• WORK REQUEST: Word for word, restate the records from their first line through the line with "The image size is (644, 248).", both ends included; omit each picture.

[Items listed in a dataset]
*-*-*

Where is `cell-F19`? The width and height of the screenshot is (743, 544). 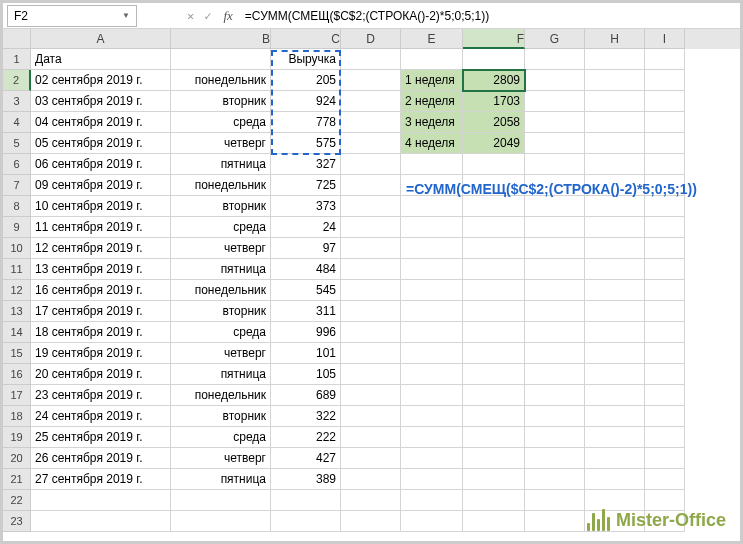
cell-F19 is located at coordinates (494, 438).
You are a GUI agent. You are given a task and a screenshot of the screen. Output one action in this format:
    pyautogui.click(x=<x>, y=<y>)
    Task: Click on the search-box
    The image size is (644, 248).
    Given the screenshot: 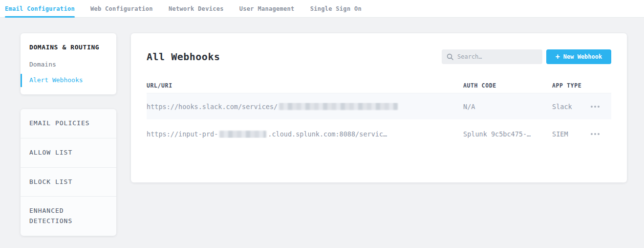 What is the action you would take?
    pyautogui.click(x=492, y=57)
    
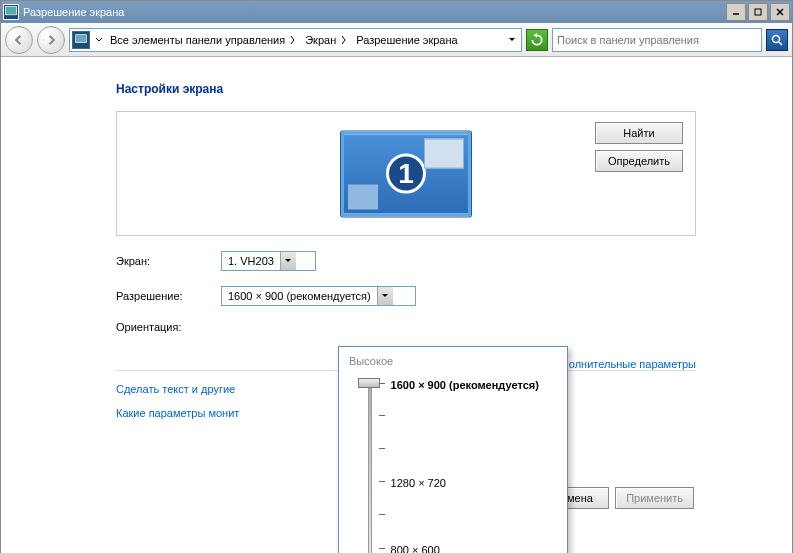  I want to click on advanced-settings-link: Дополнительные параметры, so click(622, 364).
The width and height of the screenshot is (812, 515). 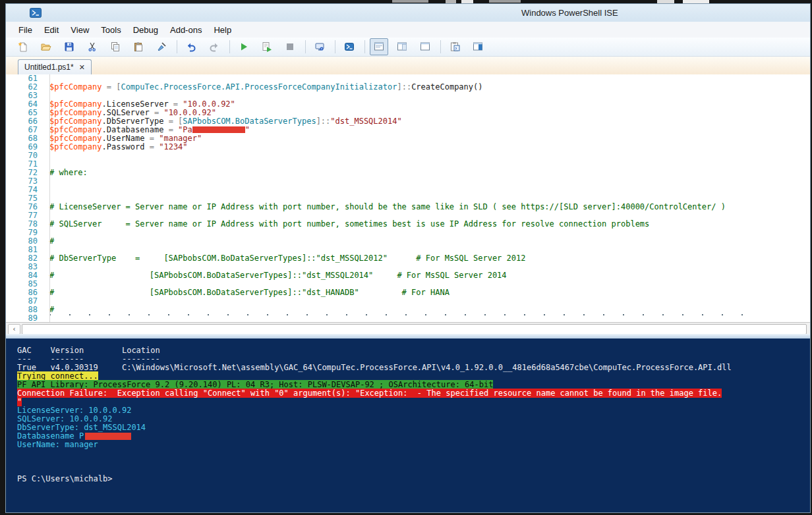 What do you see at coordinates (69, 47) in the screenshot?
I see `save-button` at bounding box center [69, 47].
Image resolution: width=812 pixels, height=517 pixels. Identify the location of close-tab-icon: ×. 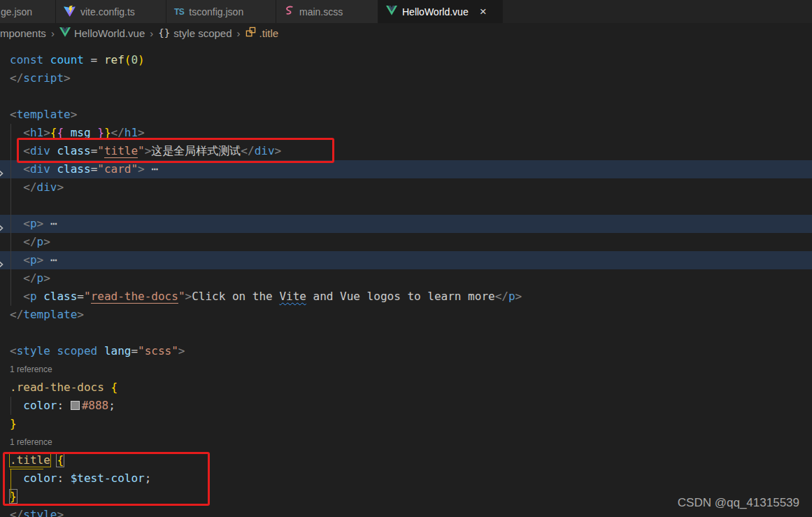
(483, 11).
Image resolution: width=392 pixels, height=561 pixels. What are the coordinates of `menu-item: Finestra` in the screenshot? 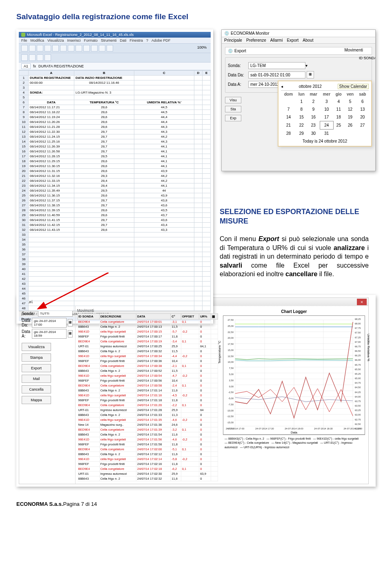 It's located at (136, 40).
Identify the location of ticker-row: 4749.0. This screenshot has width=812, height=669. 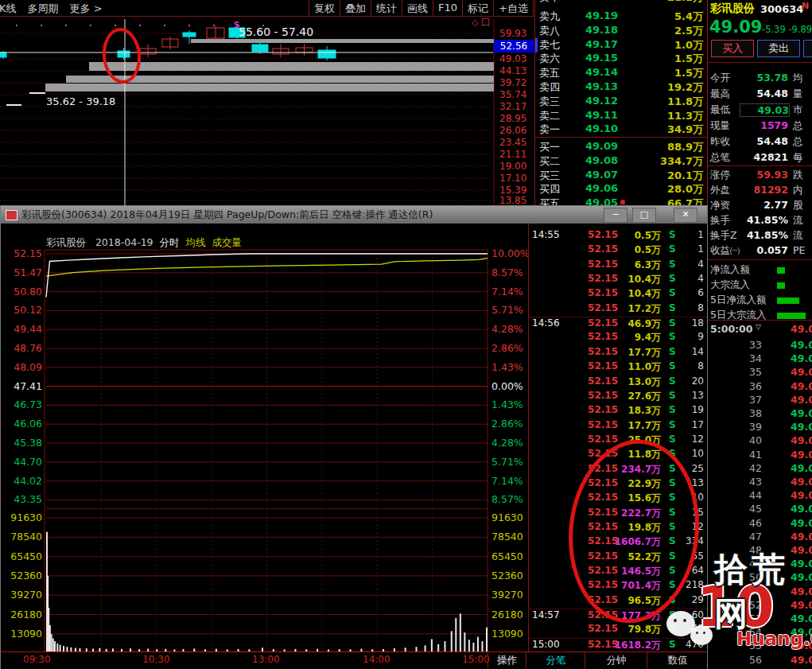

*-*-*

• RESULT OF THIS TASK:
Where is `cell-F19`? The width and height of the screenshot is (743, 544). 
cell-F19 is located at coordinates (494, 438).
You are a GUI agent. You are given a task and a screenshot of the screen. Output one action in this format:
    pyautogui.click(x=<x>, y=<y>)
    Task: Click on the search-box
    The image size is (644, 248).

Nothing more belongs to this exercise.